The first emotional reaction was laughter. The video released in “X” seemed to have been scripted by some comedian: the Vox de València councilors are seen singing in unison Manolo Escobar’s “Que viva España” animated by a man dressed as a bullfighter. Juan Manuel Bádenas stressed on the social network that it was his way of celebrating the rejection of the 8-M motion in the Valencia City Council. The message was posted at 10 a.m. on Thursday, and throughout the day it went viral with hundreds of thousands of reactions, a large majority calling “ridiculous”, “grotesque” or “shameful” at the Vox councilors and its scenery. Late at night, Bádenas himself, number two on the City Council led by María José Catalá (PP), deleted his tweet.
What Vox is doing in Valencia should not be laughed at and should cause concern to those who believe, who we believe, in individual rights, in the equality of men and women, in the existence of gender violence, in social integration , in the urgency of protecting our environment or in the need to defend the Valencian alongside the Castilian. On the same day as the bullfighter’s number and Manolo Escobar’s song, those same councilors had announced that they were going to eliminate the street dedicated to Guillem Agulló, a young anti-fascist murdered by a neo-Nazi in 1993, in the Viveros garden. The PP, hours later, warned that it was going to vote against this initiative (we will see what it turns out to be, since Vox has the powers in Jardines). The same PP that in the Valencian Cortes had supported an initiative by Abascal’s party to eliminate the Guillem Agulló Award against hate crimes when not long ago it had supported its establishment.
We have been pointing this out for a long time. Vox contaminates the Valencian political scene with its initiatives, full of shocks, especially in the capital, where its spokesperson, Juan Manuel Bádenas, has managed to translate the ideas of the ultra formation into radicality and continually seeks notoriety with many doses of spectacle. . The list of topics on which Vox has highlighted its imprint with high-temperature interventions is long, from the harassment of the poor in the Turia riverbed, the unapologetic criticism of the science of climate change, the declared war on cultural Valencianism ( which they describe as “expansionist Catalanism”), the demonization of immigration as the cause of all crimes and the vilification of the LGTBI community. Generating a disturbing climate that favors the emergence of radicalized opinion groups. It is the magma that decades ago the German philosopher Hannah Arendt referred to as a context to encourage some to charge against democratic and liberal institutions. History does not repeat itself, but it moves forward in circles.
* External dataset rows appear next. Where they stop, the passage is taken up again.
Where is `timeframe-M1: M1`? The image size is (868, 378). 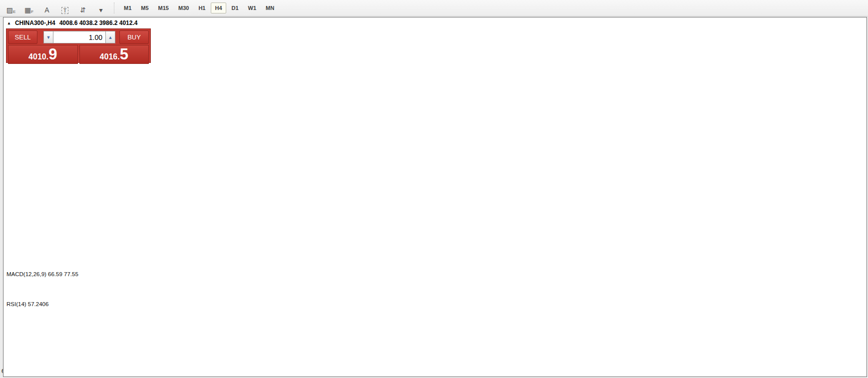 timeframe-M1: M1 is located at coordinates (128, 8).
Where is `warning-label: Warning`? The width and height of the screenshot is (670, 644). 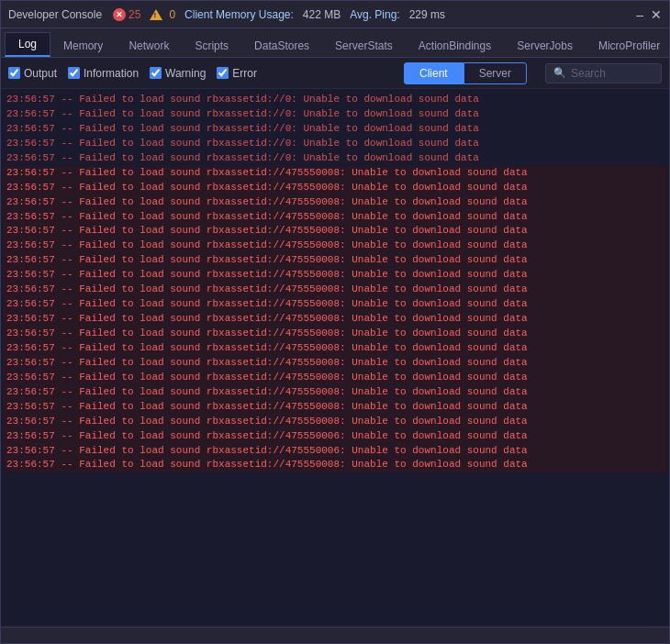 warning-label: Warning is located at coordinates (185, 73).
There have been many occasions in which the party chaired by Carlos Mazón has managed to stop some decisions of its partners, especially in the Generalitat Valenciana. But in the Cortes, an entity chaired by Vox, and in the City Council, it seems that the green formation manages, little by little, to dynamit the consensus. Sometimes, seasoned with manifestations loaded with involutionist language or bizarre episodes, such as the one illustrated at the beginning of this article. The PP has the obligation to be more forceful with Vox to prevent Valencia, and the Valencian Community, from continuing to offer scenarios that damage the image of democratic institutions and, in addition, offer an unwanted caricature of the political reality of this autonomy. Among other reasons, because it harms the popular leaders themselves.
PS: The police are investigating an attack by ultras on an anti-fascist center in Castelló that caused a serious injury. The Vox councilors of that city have classified the event as a “gang fight.” If politics does not act forcefully, the facts always find justification.